Task brief ::
Exactly as written, copy every line from the one containing "At what (x,y)" through the end of the records, with the pictures left out.

Records for this task ::
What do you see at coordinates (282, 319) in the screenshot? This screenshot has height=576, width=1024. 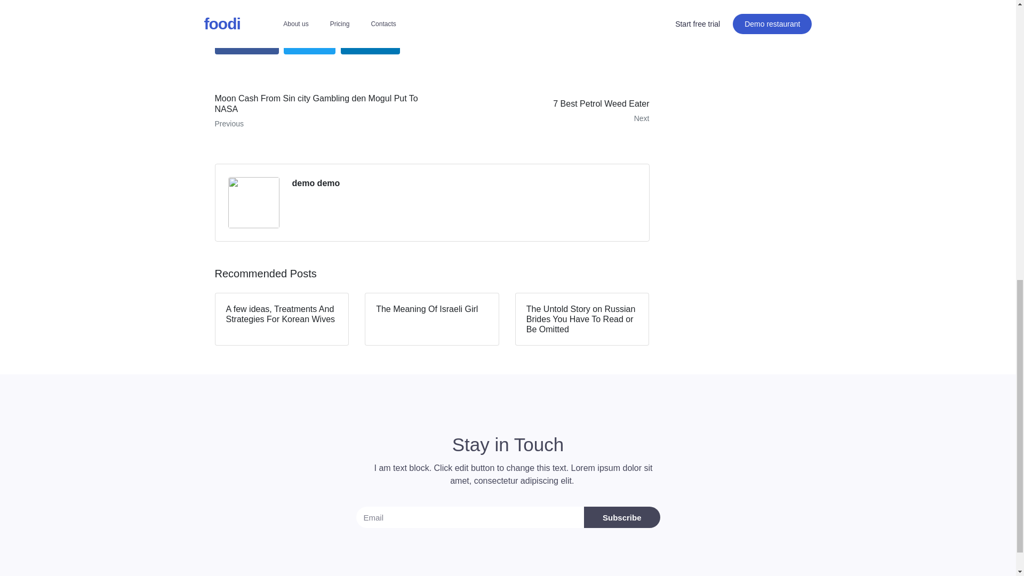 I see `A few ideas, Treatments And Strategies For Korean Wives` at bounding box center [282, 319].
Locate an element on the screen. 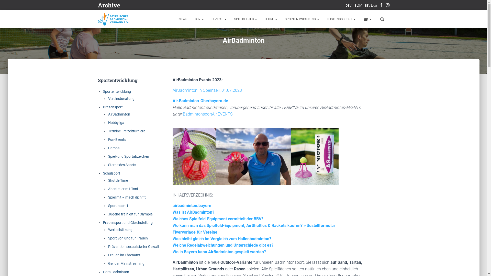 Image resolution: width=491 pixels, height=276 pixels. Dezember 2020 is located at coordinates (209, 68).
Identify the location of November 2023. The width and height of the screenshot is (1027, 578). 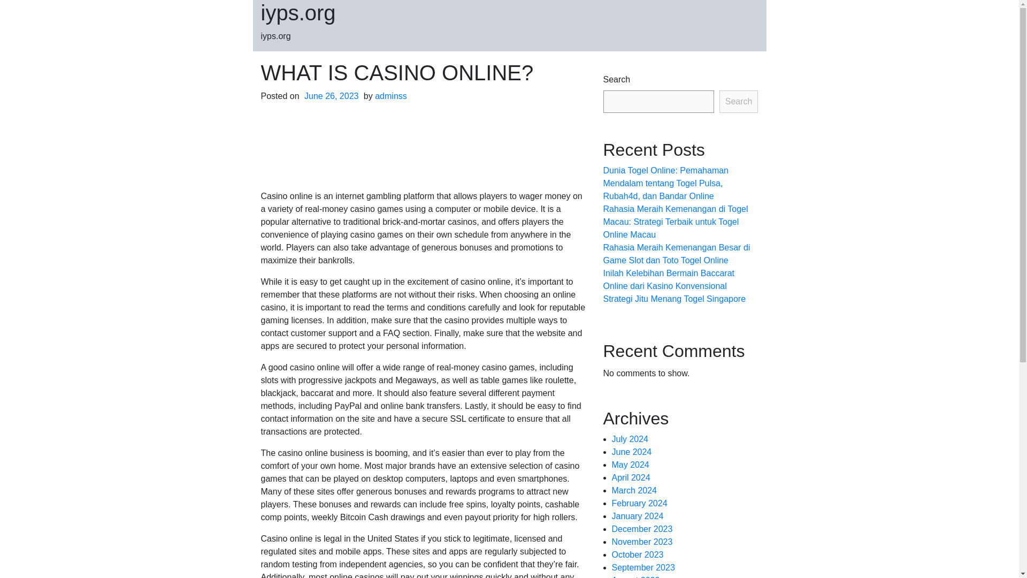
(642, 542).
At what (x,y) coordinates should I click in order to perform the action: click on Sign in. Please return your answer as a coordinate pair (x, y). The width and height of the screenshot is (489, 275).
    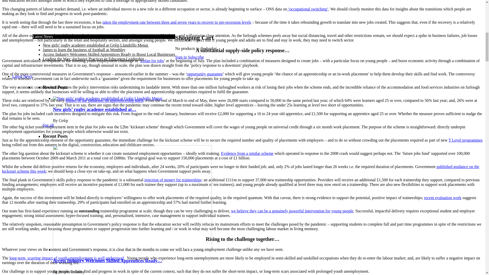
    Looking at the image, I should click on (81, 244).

Output of the task ::
At what (x,y) coordinates should I click in order to perform the action: click on Sign in. Please return your answer as a coordinate pair (x, y). The width and height of the screenshot is (489, 275).
    Looking at the image, I should click on (81, 244).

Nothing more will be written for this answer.